Thousands of Ash Urns at Wuhan Funeral Home Fuel Further Skepticism of China’s Virus Death Toll

Thousands of Ash Urns at Wuhan Funeral Home Fuel Further Skepticism of China’s Virus Death Toll
A medical staff member checks medicine used on a patient with COVID-19 at Red Cross Hospital in Wuhan, Hubei province, China, on March 11, 2020.(STR/AFP via Getty Images)
Cathy He
3/27/2020
Updated:
3/28/2020

Thousands of ash urns have been delivered to a funeral home in the virus epicenter Wuhan in recent days, as relatives start picking up the remains of loved ones, further calling into question the true scale of the outbreak in China.

Families of those who died of the CCP virus were permitted to collect their relatives’ cremated remains from seven government-run funeral homes with crematoriums, beginning on March 23. Since then, photos of long lines outside a funeral parlor have circulated on Chinese social media—and promptly deleted by the regime’s censors.
At one of those facilities, the Hankou Funeral Home, trucks delivered about 2,500 urns on both Wednesday and Thursday, Chinese financial magazine Caixin reported. One picture published by the outlet showed 3,500 urns being stacked by employees inside the facility.

Some families told Caixin they had to wait in line for up to five hours to pick up the ashes.

Hankou Funeral Home said it would endeavor to release 500 ash urns a day, according to Chinese news aggregator Toutiao. The funeral parlor hopes to complete the task by Tomb-sweeping Day on April 4, a traditional Chinese festival when people visit the graves of their ancestors.

When Caixin contacted funeral homes in Wuhan, staff at six of the facilities answered the phone, either saying they did not have information on how many urns were to be collected, or that they were not permitted to disclose the numbers.

Officially, Chinese authorities have reported over 2,000 deaths in Wuhan, where the virus first emerged. However, experts and locals have long been skeptical of China’s official figures, in light of Beijing’s initial coverup of the outbreak; Wuhan’s overstretched health system, which meant that many people had been unable to receive testing and treatment; and several changes to the way infections were officially counted.
Earlier in February, The Epoch Times conducted an undercover investigation, calling funeral homes in Wuhan in order to understand the true death toll of the epidemic.

At the time, the Hankou Funeral Home confirmed that its crematorium was using 20 furnaces to cremate bodies 24 hours a day, the sudden rise in intake suggesting that more people were dying of the CCP virus than officially reported.

Officials at other funeral homes in the city also described sharp upticks in bodies the facilities received for cremation. An employee at the Caidian Funeral Home located in a Wuhan suburb also The Epoch Times at the time that they needed at least 100 body bags every day.

Mr. Ding, a Wuhan resident who lost his mother to the virus, has yet to collect her remains. He told the Chinese-language edition of The Epoch Times that his local district authorities said they would help families with doing paperwork; getting processing fees and cost of ash urns waived; and receiving discounts for burial plots, provided the tasks are completed before Tomb-sweeping day. After this date, such assistance could not be guaranteed.

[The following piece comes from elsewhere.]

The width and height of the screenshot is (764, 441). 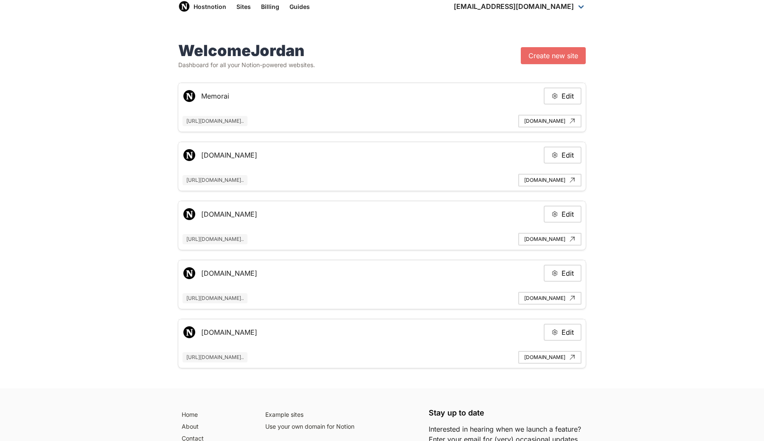 What do you see at coordinates (247, 51) in the screenshot?
I see `h1: Welcome Jordan` at bounding box center [247, 51].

He criticized authorities for forcing families to sort out the burials within such a short time frame, especially given that no funeral ceremony or rites are permitted. “How can I accept this?” Ding said.

He said the only consolation for families would be for officials to acknowledge the truth of what happened and accept responsibility.

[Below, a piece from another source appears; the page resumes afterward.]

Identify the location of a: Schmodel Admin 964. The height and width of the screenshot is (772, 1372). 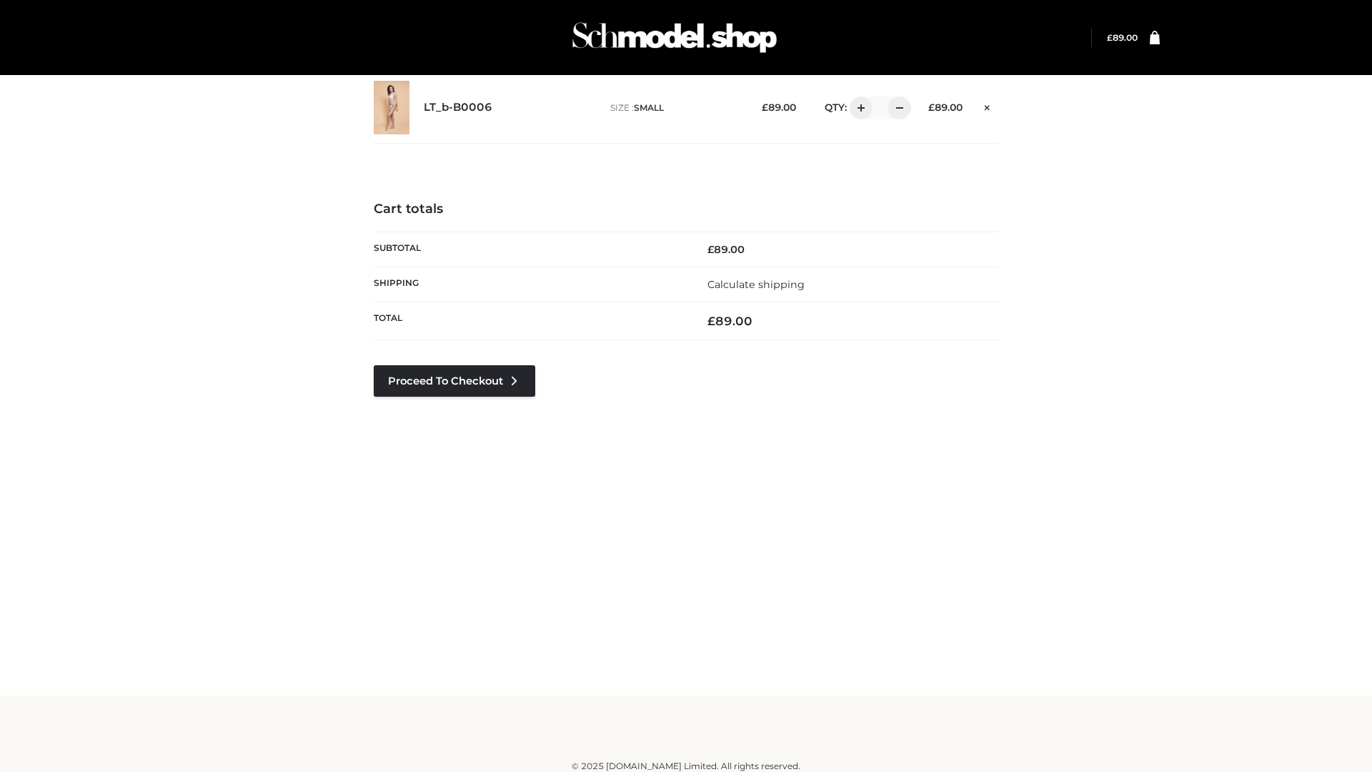
(674, 37).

If authorities could “acknowledge fault and accept responsibility,” then this would be “the greatest consolation for families of the deceased, and amount to paying respect to the dead,” Ding said.

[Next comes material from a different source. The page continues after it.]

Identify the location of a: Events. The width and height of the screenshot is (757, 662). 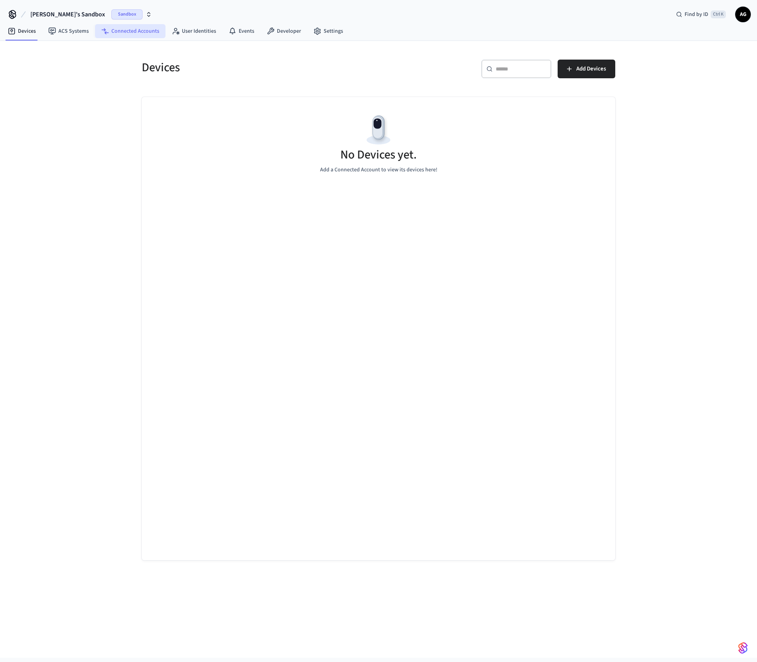
(241, 31).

The Epoch Times refers to the novel coronavirus, which causes the disease COVID-19, as the CCP virus because the Chinese Communist Party’s coverup and mismanagement allowed the virus to spread throughout China and create a global pandemic.

Cathy He is the politics editor at the Washington D.C. bureau. She was previously an editor for U.S.-China and a reporter covering U.S.-China relations.